- EXERCISE: Starting at the first line of the records below, transcribe each line exactly, ending with the line that contains "This screenshot has".

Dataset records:
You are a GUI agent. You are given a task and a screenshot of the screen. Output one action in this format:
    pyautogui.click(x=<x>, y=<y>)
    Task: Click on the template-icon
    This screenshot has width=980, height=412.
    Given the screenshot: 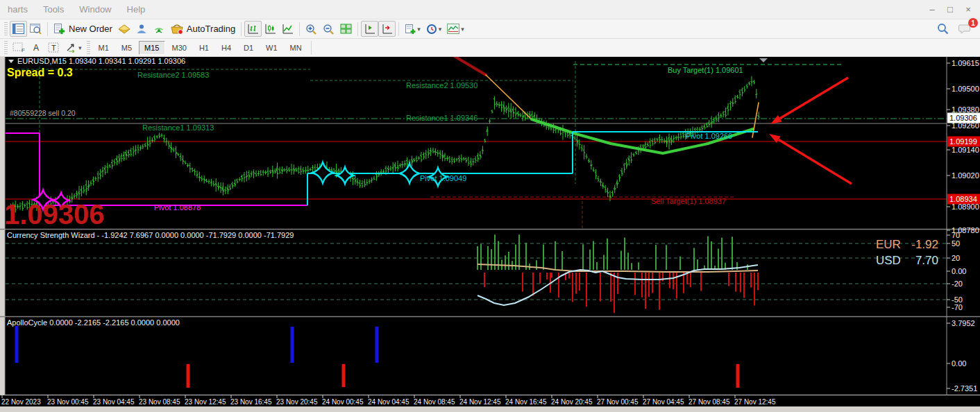 What is the action you would take?
    pyautogui.click(x=410, y=29)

- TASK OUTPUT:
You are a GUI agent. You are given a task and a screenshot of the screen. Output one action in this format:
    pyautogui.click(x=<x>, y=<y>)
    Task: Click on the template-icon
    This screenshot has width=980, height=412.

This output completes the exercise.